Female Pirates Who Were Every Bit as Fearsome as Blackbeard

Female Pirates Who Were Every Bit as Fearsome as Blackbeard

D.G. Hewitt - March 1, 2018

Female Pirates Who Were Every Bit as Fearsome as Blackbeard
Mary Read dressed as a man and wreaked havoc in the Caribbean. Wikimedia Commons.

Mary Read

Cutlass in hand, a pair of daggers around her waist and a battleax in reserve as she boarded yet another ship: Mary Read was not to be messed with, as her enemies learned the hard way. Sailing alongside Calico Jack Rackham and Anne Bonny, she epitomized the so-called ‘Golden Age of Piracy’, wreaking havoc on the Caribbean Sea and leaving this world as dramatically as she entered it.

The future swashbuckler was born in 1685, the illegitimate child of a sea captain’s widow. Given the circumstances of her birth, Mary’s mother was keen to keep it secret. Since she had a son who had recently died, she decided to raise Mary as a boy, fooling friends and even family. The ruse was so effective, in fact, that Mary was able to find employment, first as a footboy and then, even more improbably, as a sailor in the British Navy.

In her female guise, Mary met a Flemish soldier. The two were married and Mary gave up her sea-faring ways to settle down as an innkeeper in the Netherlands. But her domestic bliss was short-lived. Her husband’s untimely death tempted her back into service, this time for the Dutch Navy. However, this was a time of peace, and so, seeking adventure and fortune, she soon quit and jumped on a boat heading to the West Indies.

Ever the rebel, Mary joined the rest of her crew in mutiny, and soon joined with small-time pirate John ‘Calico Jack’ Rackham and his partner-in-crime Anne Bonny. Mary succeeded in fooling everyone with her male disguise. So much so, in fact, that Bonny soon found herself attracted to her new crewmate, forcing Mary to tell the truth. The three then enjoyed great success targeting smaller vessels in the Caribbean, until one night, when they were drunk from celebrating a heist and the British Navy caught up with them off the coast of Jamaica.

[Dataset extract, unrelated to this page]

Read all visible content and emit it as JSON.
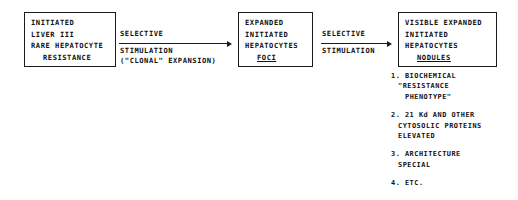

Led by feared pirate hunter Captain Jonathan Barnet, the British had the element of surprise, and the pirates were almost all too drunk to put up a fight. Mary Read did, however, refuse to be taken without a struggle. According to lore, she killed one of her crewmates to encourage the others to resist, but to no avail. All were captured and sentenced to hang.

As with Anne Bonny, Read claimed that she was with child, sparing her the hangman’s noose, but not prison. It was here, behind bars in Spanish Town, Jamaica, that she caught a fever and died in April 1721.